BEETHOVEN 200 YEARS AGO TODAY: Monday, June 23, 1823
Beethoven’s eye infection clears up significantly today, for at least a week, because in a letter to Archduke Rudolph written on July 1 he notes that it had gotten better 8 days earlier. Brandenburg Letter 1686.
Beethoven makes a note that he should send Karl a Kugelhupf breakfast cake [a yeasted ring cake with raisins], since he doesn’t get anything but a little croissant for breakfast at Blöchlinger’s. Also, Karl needs some clothes brushes. Finally, Beethoven makes a note of the subscription rate for the Wiener Zeitung as being 3 fl. 45 kr. C.M. for three months.
Conversation Book 34, 31v-31r.
Beethoven writes a lengthy undated letter in three parts to unpaid assistant Anton Schindler. Beethoven begins by warning Schindler not to take seriously the remarks made about the King of Prussia. Brother Johann also should not say anything.
The Variations op.120 were left behind, and he asks that Schindler give them to the housekeeper on one of her regular trips into the City. [This probably refers to the eight copies on fine paper that Diabelli had promised Beethoven; he appears to have received them but forgotten them at his apartment in the City on one of his regular trips in to conduct business, most likely yesterday.] Also he should forward the copies intended for London. Beethoven is losing patience with Schindler: “Don’t just act according to your own conceits, because everything is going wrong. You are acting like a blind executor, of which we unfortunately have plenty of examples.”
The second part asks about the diploma [for Beethoven’s admission into the Swedish Royal Academy of Music] and where it was put before it had to be sent to the Emperor for approval, and how long ago it was dispatched. “I’m asking you not to take a single step for yourself until you explain to me again about the miserable business with Prince Esterházy?” [Beethoven must have received the Prince’s refusal to subscribe to the Missa Solemnis, and can hardly believe it. Beethoven had considered giving the Prince a free copy in hopes of receiving a kapellmeister appointment, but was talked out of that by Schindler in favor of asking for the usual 50 ducats. And now Beethoven has neither from Esterházy, and seems to be blaming Schindler. A further eight lines of what appear to be ranting at Schindler are crossed out, probably by Schindler, so that they are mostly illegible.]
In the final part, Beethoven says, “Inquire with the arch-lout Diabelli, when the re-engraved Sonata in C minor [op.111] from the French edition is to be completed, because I want to proofread and correct it. I have requested four copies of it for myself, one of which is to be printed on beautiful paper for the Cardinal [Archduke Rudolph]. Should he act in his usual loutish ways, I will come and personally sing him a bass aria in his shop so that it may resound both in his shop and on Graben.” [Diabelli’s shop was at Graben, Nr.1133. Schindler notes on the letter that Diabelli was unimpressed by this threat, and said that he would transcribe the bass aria, have it engraved and even pay him for it. Beethoven was more polite to Diabelli after that, according to the always unreliable Schindler.]
Brandenburg Letter 1685, Anderson Letter 1179. This three-page letter is held by the Berlin Staatsbibliothek (aut. 36,25). It seems likely that Beethoven, who had already corrected the proof once, wished to transfer his further corrections to the engraver’s example to be sent to London, which had already been completed. This results in further delays, such that the London copy does not depart until July. This added delay will have important consequences.
In today’s Wiener Zeitung at 578, Johann Cappi advertises for sale the last three piano sonatas of Beethoven, op.109, 110 and 111. Cappi also offers the second editions of piano arrangements of the Overtures to Beethoven’s Coriolan and Egmont. These arrangements were neither arranged by, nor approved by, the composer.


▸ **Exercise aim**
Search the data for the word "screenshot" and copy every line that contains it.

Dataset records on visual material:
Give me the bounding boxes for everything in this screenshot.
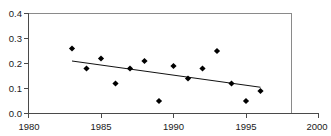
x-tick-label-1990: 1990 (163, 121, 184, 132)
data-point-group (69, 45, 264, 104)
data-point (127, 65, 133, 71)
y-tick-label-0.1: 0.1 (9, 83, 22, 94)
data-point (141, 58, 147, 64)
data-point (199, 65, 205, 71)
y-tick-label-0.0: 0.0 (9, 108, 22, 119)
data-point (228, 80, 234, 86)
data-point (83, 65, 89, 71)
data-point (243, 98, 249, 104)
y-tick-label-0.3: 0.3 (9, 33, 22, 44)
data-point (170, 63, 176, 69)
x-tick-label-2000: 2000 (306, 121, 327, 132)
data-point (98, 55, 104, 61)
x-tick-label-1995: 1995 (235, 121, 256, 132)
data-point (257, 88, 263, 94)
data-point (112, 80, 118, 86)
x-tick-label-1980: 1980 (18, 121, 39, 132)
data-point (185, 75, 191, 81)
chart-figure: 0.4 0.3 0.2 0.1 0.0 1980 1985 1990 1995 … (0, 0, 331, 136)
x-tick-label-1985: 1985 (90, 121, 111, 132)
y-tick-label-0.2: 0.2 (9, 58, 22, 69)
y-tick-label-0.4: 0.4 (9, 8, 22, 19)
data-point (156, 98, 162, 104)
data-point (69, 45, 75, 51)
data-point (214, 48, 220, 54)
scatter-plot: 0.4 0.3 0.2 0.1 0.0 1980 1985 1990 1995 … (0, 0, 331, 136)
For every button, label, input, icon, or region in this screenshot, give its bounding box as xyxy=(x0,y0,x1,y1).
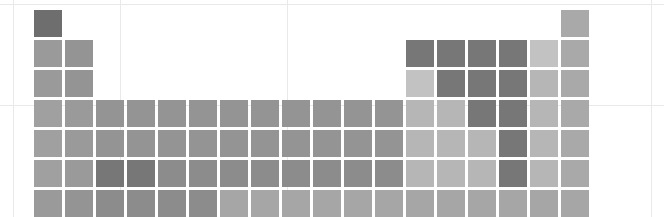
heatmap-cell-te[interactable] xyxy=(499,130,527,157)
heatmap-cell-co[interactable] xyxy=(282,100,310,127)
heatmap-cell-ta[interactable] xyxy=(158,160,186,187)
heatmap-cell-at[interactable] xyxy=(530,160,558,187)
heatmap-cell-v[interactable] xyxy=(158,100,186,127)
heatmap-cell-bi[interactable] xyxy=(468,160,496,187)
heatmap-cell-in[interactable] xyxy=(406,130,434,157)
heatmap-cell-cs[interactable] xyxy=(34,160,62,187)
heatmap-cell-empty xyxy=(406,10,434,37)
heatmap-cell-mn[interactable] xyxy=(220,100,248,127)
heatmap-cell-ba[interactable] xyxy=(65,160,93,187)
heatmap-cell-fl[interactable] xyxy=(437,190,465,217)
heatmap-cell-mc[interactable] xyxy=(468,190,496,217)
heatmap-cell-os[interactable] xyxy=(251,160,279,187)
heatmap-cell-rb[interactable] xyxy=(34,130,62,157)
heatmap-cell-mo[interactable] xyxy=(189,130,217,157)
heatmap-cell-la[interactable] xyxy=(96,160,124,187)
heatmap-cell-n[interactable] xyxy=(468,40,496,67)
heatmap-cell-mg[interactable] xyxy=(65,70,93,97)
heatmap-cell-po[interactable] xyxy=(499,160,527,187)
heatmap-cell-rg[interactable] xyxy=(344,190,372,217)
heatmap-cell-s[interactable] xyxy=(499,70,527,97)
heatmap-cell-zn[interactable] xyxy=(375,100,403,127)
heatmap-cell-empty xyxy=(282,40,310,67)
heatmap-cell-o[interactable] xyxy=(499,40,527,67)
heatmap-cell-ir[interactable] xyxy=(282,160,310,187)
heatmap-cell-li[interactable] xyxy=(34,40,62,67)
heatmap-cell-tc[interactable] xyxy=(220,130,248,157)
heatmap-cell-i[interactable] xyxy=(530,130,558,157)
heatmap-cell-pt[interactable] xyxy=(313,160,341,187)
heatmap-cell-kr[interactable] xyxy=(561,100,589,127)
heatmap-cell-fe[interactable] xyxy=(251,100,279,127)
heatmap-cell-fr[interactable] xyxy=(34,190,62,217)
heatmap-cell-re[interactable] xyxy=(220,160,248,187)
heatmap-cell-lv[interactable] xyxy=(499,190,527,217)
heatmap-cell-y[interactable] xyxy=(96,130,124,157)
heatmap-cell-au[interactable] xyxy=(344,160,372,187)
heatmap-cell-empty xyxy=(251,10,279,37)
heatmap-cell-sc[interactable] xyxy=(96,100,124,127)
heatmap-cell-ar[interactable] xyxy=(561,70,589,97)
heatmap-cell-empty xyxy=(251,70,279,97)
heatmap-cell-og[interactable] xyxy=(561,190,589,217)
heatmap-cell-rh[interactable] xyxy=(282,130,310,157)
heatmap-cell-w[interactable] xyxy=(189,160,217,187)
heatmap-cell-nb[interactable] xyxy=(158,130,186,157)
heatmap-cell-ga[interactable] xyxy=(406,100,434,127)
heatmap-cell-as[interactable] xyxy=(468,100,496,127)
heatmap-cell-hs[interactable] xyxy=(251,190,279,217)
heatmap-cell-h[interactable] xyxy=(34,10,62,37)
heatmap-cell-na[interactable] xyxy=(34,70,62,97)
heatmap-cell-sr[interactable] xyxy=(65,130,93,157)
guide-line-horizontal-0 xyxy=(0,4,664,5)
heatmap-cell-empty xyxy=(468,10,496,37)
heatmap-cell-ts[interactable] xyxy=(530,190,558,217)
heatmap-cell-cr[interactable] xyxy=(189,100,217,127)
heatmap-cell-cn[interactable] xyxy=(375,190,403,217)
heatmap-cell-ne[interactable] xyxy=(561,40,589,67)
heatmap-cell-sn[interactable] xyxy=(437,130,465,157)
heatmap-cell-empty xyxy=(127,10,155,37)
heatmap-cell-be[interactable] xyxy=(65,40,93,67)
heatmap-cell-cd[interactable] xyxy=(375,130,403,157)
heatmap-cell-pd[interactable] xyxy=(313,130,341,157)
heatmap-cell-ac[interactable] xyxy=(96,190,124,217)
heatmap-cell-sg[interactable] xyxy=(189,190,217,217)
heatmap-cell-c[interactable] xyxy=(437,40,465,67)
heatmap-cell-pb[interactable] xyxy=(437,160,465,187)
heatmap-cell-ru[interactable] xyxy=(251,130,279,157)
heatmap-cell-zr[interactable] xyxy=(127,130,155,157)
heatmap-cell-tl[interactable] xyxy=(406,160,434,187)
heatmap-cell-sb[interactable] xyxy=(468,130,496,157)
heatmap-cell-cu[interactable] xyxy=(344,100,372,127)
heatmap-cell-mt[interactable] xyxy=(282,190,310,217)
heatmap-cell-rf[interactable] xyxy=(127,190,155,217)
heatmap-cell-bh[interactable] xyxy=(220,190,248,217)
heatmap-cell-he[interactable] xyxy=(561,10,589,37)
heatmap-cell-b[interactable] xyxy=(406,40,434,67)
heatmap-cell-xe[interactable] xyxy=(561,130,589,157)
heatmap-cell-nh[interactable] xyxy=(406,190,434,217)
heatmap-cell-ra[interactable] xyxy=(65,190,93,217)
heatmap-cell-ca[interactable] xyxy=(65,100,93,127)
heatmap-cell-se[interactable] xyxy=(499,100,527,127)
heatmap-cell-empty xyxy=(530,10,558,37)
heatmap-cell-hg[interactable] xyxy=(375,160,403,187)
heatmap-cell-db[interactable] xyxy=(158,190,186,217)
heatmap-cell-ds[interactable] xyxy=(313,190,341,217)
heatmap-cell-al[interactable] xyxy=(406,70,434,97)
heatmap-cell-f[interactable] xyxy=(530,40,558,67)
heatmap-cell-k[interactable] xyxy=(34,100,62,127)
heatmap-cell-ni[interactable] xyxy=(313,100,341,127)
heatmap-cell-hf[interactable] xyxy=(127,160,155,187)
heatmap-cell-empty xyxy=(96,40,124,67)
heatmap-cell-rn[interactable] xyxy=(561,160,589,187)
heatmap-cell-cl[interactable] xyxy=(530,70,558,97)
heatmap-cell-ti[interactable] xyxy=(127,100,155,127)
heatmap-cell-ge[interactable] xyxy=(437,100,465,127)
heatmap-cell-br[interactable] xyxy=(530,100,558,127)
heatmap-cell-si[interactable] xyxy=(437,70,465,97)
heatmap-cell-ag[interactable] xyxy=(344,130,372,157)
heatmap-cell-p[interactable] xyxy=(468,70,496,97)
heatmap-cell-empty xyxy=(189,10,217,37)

▸ **Result of the exercise**
Give me the bounding boxes for everything in this screenshot.
For every button, label, input, icon, or region in this screenshot, give its bounding box as xyxy=(x0,y0,x1,y1).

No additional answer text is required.